[systemd-devel] [PATCH v3 2/3] cxgb4: use module_long_probe_init()
Luis R. Rodriguez
mcgrof at suse.com
Thu Aug 14 17:14:58 PDT 2014
On Thu, Aug 14, 2014 at 09:53:21PM +0200, Luis R. Rodriguez wrote:
> On Thu, Aug 14, 2014 at 09:42:49AM -0700, Casey Leedom wrote:
> > Part of the problem is that the current
> > architecture has Device Probe happening out of the Module Initialization
> > when we call pci_register_driver() with our PCI Device ID Table.
> >
> > Running the Device Probes asynchronously has been discussed but that has
> > the problem that it's then impossible to return the Device Probe Status.
> > This is a problem for Driver Fallback and, if the probe fails, we're not
> > supposed to call the Device Remove function. To make this work, the
> > synchronous/asynchronous boundary would really need to be up in the PCI
> > Infrastructure layer so the Device Probe status could be captured in the
> > normal logic. This would be a moderately large change there ...
>
> Some maintainers consider most of the work to get what you need done
> simple, I've tried to explain it ain't so, so glad you provided a bit
> of details here. To be clear its not just about asynch firmware loading,
> you need a bit more work. Can you evaluate using a bus driver?
<-- snip -->
> > On the whole, I think that introducing these Module Load Timeouts hasn't
> > been well thought out with respect to the repercussions and I'd be more
> > inclined to back that out till a well thought out design is developed. But
> > I'm here for the discussion.
>
> The way that the 30 second timeout was introduced as a new driver
> initialization requirement was certainly not ideal specially since
> the respective systemd patch that intended to trigger the SIGKILL on
> kmod module loading only took effect once kernel commit 786235ee
> went in about a year later, and since the original systemd commit
> was only addressing asynchronous firmware loading as a possible
> issue that drivers may need to fix. The cxgb4 driver is a good
> example that needs quite a bit of more work. Regardless systemd
> folks are right -- but again, having this be introduced as a new
> requirement that otherwise simply kills drivers seems a bit too
> aggressive specially if its killing boot on some systems due to
> delays on storage drivers. What's done is done -- and we need to
> move on. We already reviewed twice now reverting 786235ee and that
> won't happen, as a compromise we're looking for an easy agreeable
> general driver work around that would both circumvent the issue
> and let us easily grep for broken drivers. The deferred probe trick
> was the first approach and this series addresses the more agreeable
> solution. This 2 line patch then is what we are looking as work
> around until your driver gets properly fixed.
>
> Apart from these kernel changes there are systemd changes we've
> looked at modifying, Hannes' patch 9719859c07a, now merged upstream on
> systemd lets you override the timeout value through the kernel command
> line. This will only help for all systems if you use a high enough
> large timeout value, or on a case by case basis for each system.
> I recently proposed replacing a kill for a warn only for udev
> kmod built in commands, that's unacceptable for systemd's architecture
> though so the last thing I proposed instead to use *for now* is a
> multiplier for each different type of udev built-in command and
> for kmod we'd use a high enough value, the timeout therefore would
> be really large for module loading for now, but we'd still want to
> collect logs of drivers taking long to probe. That's still being
> discussed [0] but my hope is that with this series and that other
> systemd discussion we'll have covered both areas affected and have
> a good strategy to move forward with this new driver requirement.
>
> [0] http://comments.gmane.org/gmane.comp.sysutils.systemd.devel/21689
Here's another affected driver:
https://bugzilla.kernel.org/show_bug.cgi?id=59581
pata_marvell, and using the work around in this series should work,
just as the deferred probe work around. Alexander however notes that
the pata_marvell driver is just a simple wrapper and other devices
can act the same way. This can surely be fixed perhaps in libata
but its an example of an old driver and folks not being around to
care much over drivers which are affected.
This driver also uses module_pci_driver() so a module_long_probe_driver()
and respective module_long_probe_pci_driver() would need to be considered
if but easily implemented (sent to Alex to test).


● Goal of the exercise: Across the listing below, count the lines with "this" in them. Write nothing but the number.

● Input material:
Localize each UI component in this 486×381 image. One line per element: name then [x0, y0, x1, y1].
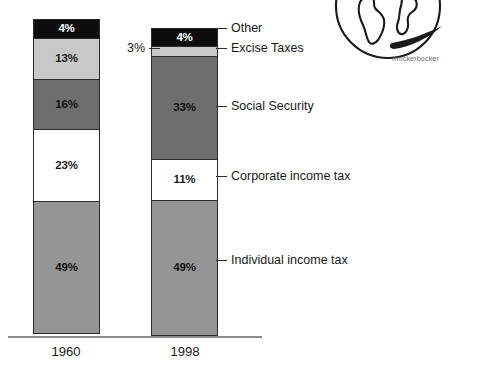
- leader-line: [216, 48, 227, 49]
- callout-other: Other: [216, 21, 262, 35]
- callout-individual-income-tax: Individual income tax: [216, 253, 348, 267]
- x-axis-baseline: [8, 336, 262, 338]
- callout-excise-taxes: Excise Taxes: [216, 41, 304, 55]
- logo-caption: Knickerbocker: [392, 55, 439, 62]
- segment-individual-income-tax-1960[interactable]: 49%: [33, 201, 100, 334]
- segment-corporate-income-tax-1998[interactable]: 11%: [151, 159, 218, 201]
- leader-line: [216, 106, 227, 107]
- segment-excise-1960[interactable]: 13%: [33, 38, 100, 80]
- leader-line: [149, 48, 160, 49]
- segment-value-label: 33%: [173, 102, 195, 114]
- callout-label: Excise Taxes: [227, 41, 304, 55]
- segment-value-label: 49%: [173, 262, 195, 274]
- segment-value-label: 11%: [174, 174, 196, 186]
- segment-other-1960[interactable]: 4%: [33, 19, 100, 39]
- bar-column-1960: 4% 13% 16% 23% 49%: [33, 19, 100, 337]
- segment-value-label: 23%: [55, 160, 77, 172]
- callout-social-security: Social Security: [216, 99, 314, 113]
- callout-label: Corporate income tax: [227, 169, 351, 183]
- segment-social-security-1960[interactable]: 16%: [33, 79, 100, 130]
- stacked-bar-chart: 4% 13% 16% 23% 49% 4% 3% 33% 11% 49%: [0, 0, 486, 381]
- x-axis-tick-1960: 1960: [26, 344, 106, 359]
- segment-value-label: 4%: [58, 23, 74, 35]
- leader-line: [216, 260, 227, 261]
- bar-column-1998: 4% 3% 33% 11% 49%: [151, 28, 218, 337]
- x-axis-tick-1998: 1998: [145, 344, 225, 359]
- callout-label: Other: [227, 21, 262, 35]
- segment-value-label: 4%: [176, 32, 192, 44]
- segment-corporate-income-tax-1960[interactable]: 23%: [33, 129, 100, 202]
- segment-individual-income-tax-1998[interactable]: 49%: [151, 200, 218, 336]
- segment-value-label: 16%: [55, 99, 77, 111]
- callout-label: Social Security: [227, 99, 314, 113]
- leader-line: [216, 176, 227, 177]
- callout-corporate-income-tax: Corporate income tax: [216, 169, 351, 183]
- segment-social-security-1998[interactable]: 33%: [151, 56, 218, 160]
- callout-excise-1998-value: 3%: [127, 41, 160, 55]
- segment-value-label: 49%: [55, 262, 77, 274]
- segment-value-label: 13%: [55, 53, 77, 65]
- callout-value-label: 3%: [127, 41, 149, 55]
- callout-label: Individual income tax: [227, 253, 348, 267]
- leader-line: [216, 28, 227, 29]
- segment-other-1998[interactable]: 4%: [151, 28, 218, 47]
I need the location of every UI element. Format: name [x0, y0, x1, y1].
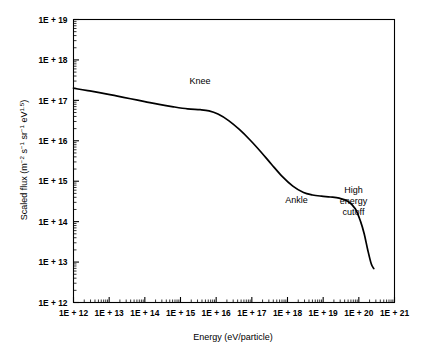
- y-axis-title-mid-3: eV: [19, 111, 29, 125]
- x-tick-label: 1E + 21: [380, 308, 409, 318]
- y-tick-label: 1E + 13: [38, 257, 67, 267]
- annotation-knee: Knee: [190, 76, 211, 86]
- x-tick-label: 1E + 16: [202, 308, 231, 318]
- x-tick-label: 1E + 13: [95, 308, 124, 318]
- x-tick-label: 1E + 20: [344, 308, 373, 318]
- y-tick-label: 1E + 18: [38, 55, 67, 65]
- y-tick-label: 1E + 17: [38, 96, 67, 106]
- y-tick-label: 1E + 19: [38, 15, 67, 25]
- x-tick-label: 1E + 19: [309, 308, 338, 318]
- x-tick-label: 1E + 15: [166, 308, 195, 318]
- x-tick-label: 1E + 14: [130, 308, 159, 318]
- x-axis-title: Energy (eV/particle): [193, 332, 273, 342]
- y-tick-label: 1E + 14: [38, 217, 67, 227]
- x-tick-label: 1E + 12: [59, 308, 88, 318]
- y-axis-title-suffix: ): [19, 100, 29, 103]
- y-tick-label: 1E + 16: [38, 136, 67, 146]
- chart-figure: 1E + 121E + 131E + 141E + 151E + 161E + …: [0, 0, 431, 351]
- cosmic-ray-spectrum-chart: 1E + 121E + 131E + 141E + 151E + 161E + …: [0, 0, 431, 351]
- y-axis-title-mid-2: sr: [19, 132, 29, 142]
- y-axis-title-prefix: Scaled flux (m: [19, 163, 29, 220]
- y-tick-label: 1E + 12: [38, 298, 67, 308]
- annotation-ankle: Ankle: [285, 195, 308, 205]
- x-tick-label: 1E + 17: [237, 308, 266, 318]
- y-tick-label: 1E + 15: [38, 176, 67, 186]
- x-tick-label: 1E + 18: [273, 308, 302, 318]
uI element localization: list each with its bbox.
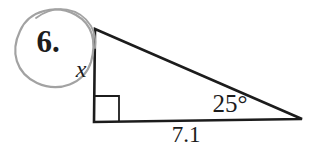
side-x-label: x	[75, 56, 87, 82]
problem-number-label: 6.	[36, 24, 59, 59]
triangle-outline	[94, 29, 302, 122]
base-length-label: 7.1	[172, 122, 201, 147]
worksheet-figure: 6. x 25° 7.1	[0, 0, 313, 161]
angle-measure-label: 25°	[213, 90, 248, 117]
right-triangle-diagram: 6. x 25° 7.1	[0, 0, 313, 161]
right-angle-marker	[94, 96, 119, 121]
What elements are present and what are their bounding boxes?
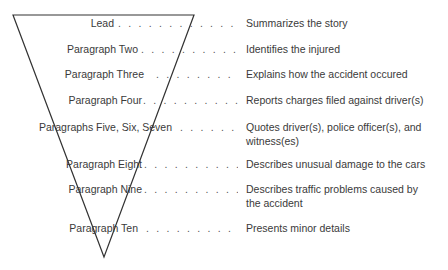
dot-leader: . . . . . . . . . . . . . . . . . . . . … (144, 183, 238, 195)
part-label-paragraphs-five-six-seven: Paragraphs Five, Six, Seven (39, 121, 172, 133)
part-label-paragraph-four: Paragraph Four (68, 94, 142, 106)
dot-leader: . . . . . . . . . . . . . . . . . . . . … (180, 121, 238, 133)
dot-leader: . . . . . . . . . . . . . . . . . . . . … (143, 94, 238, 106)
description-paragraph-four: Reports charges filed against driver(s) (246, 94, 446, 108)
dot-leader: . . . . . . . . . . . . . . . . . . . . … (144, 158, 238, 170)
part-label-paragraph-ten: Paragraph Ten (69, 222, 138, 234)
dot-leader: . . . . . . . . . . . . . . . . . . . . … (156, 68, 238, 80)
part-label-paragraph-three: Paragraph Three (65, 68, 144, 80)
part-label-paragraph-two: Paragraph Two (67, 43, 138, 55)
part-label-paragraph-eight: Paragraph Eight (66, 158, 142, 170)
description-paragraph-ten: Presents minor details (246, 222, 446, 236)
part-label-paragraph-nine: Paragraph Nine (68, 183, 142, 195)
description-paragraphs-five-six-seven: Quotes driver(s), police officer(s), and… (246, 121, 436, 148)
dot-leader: . . . . . . . . . . . . . . . . . . . . … (118, 17, 238, 29)
inverted-pyramid-diagram: Lead . . . . . . . . . . . . . . . . . .… (0, 0, 448, 270)
description-paragraph-nine: Describes traffic problems caused by the… (246, 183, 431, 210)
description-paragraph-two: Identifies the injured (246, 43, 446, 57)
part-label-lead: Lead (91, 17, 114, 29)
description-paragraph-eight: Describes unusual damage to the cars (246, 158, 446, 172)
dot-leader: . . . . . . . . . . . . . . . . . . . . … (146, 222, 238, 234)
description-paragraph-three: Explains how the accident occured (246, 68, 446, 82)
description-lead: Summarizes the story (246, 17, 446, 31)
dot-leader: . . . . . . . . . . . . . . . . . . . . … (141, 43, 238, 55)
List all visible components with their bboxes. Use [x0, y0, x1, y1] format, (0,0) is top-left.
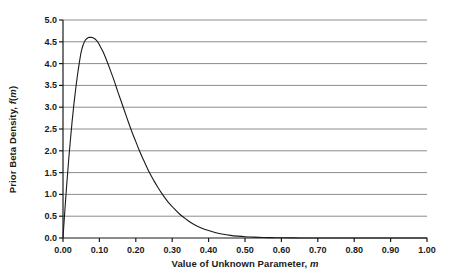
x-tick-label: 0.90: [382, 245, 400, 255]
y-tick-label: 2.0: [25, 146, 57, 156]
y-tick-label: 4.5: [25, 37, 57, 47]
x-tick-label: 0.60: [273, 245, 291, 255]
y-tick-label: 1.0: [25, 189, 57, 199]
x-tick-label: 0.10: [91, 245, 109, 255]
y-tick-label: 0.0: [25, 233, 57, 243]
x-tick-label: 0.40: [200, 245, 218, 255]
y-tick-label: 4.0: [25, 59, 57, 69]
y-tick-label: 1.5: [25, 168, 57, 178]
x-tick-label: 0.50: [236, 245, 254, 255]
plot-canvas: [0, 0, 462, 278]
x-tick-label: 0.00: [54, 245, 72, 255]
x-tick-label: 0.20: [127, 245, 145, 255]
y-tick-label: 2.5: [25, 124, 57, 134]
y-tick-label: 0.5: [25, 211, 57, 221]
x-tick-label: 0.70: [309, 245, 327, 255]
density-curve: [63, 37, 427, 238]
tick-marks: [59, 20, 427, 242]
x-tick-label: 0.80: [345, 245, 363, 255]
y-tick-label: 3.5: [25, 80, 57, 90]
chart-figure: Prior Beta Density, f(m) Value of Unknow…: [0, 0, 462, 278]
y-tick-label: 3.0: [25, 102, 57, 112]
x-tick-label: 1.00: [418, 245, 436, 255]
y-tick-label: 5.0: [25, 15, 57, 25]
x-tick-label: 0.30: [163, 245, 181, 255]
gridlines: [63, 20, 427, 216]
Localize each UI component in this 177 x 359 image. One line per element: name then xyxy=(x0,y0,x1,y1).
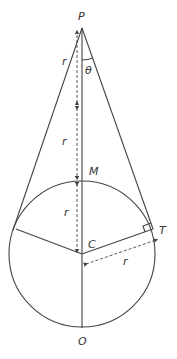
radius-left xyxy=(16,229,82,254)
geometry-diagram: P θ r r M r C T r O xyxy=(0,0,177,359)
label-T: T xyxy=(159,224,167,237)
angle-arc xyxy=(82,58,93,60)
label-P: P xyxy=(78,10,85,23)
measure-r-ct xyxy=(86,240,156,264)
label-M: M xyxy=(89,165,99,178)
label-O: O xyxy=(78,335,87,348)
label-r-middle: r xyxy=(62,135,68,148)
label-r-ct: r xyxy=(123,255,129,268)
label-r-top: r xyxy=(62,55,68,68)
label-r-lower: r xyxy=(64,206,70,219)
label-C: C xyxy=(88,238,96,251)
label-theta: θ xyxy=(85,64,92,77)
tangent-line-left xyxy=(13,28,82,230)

● Task response: 2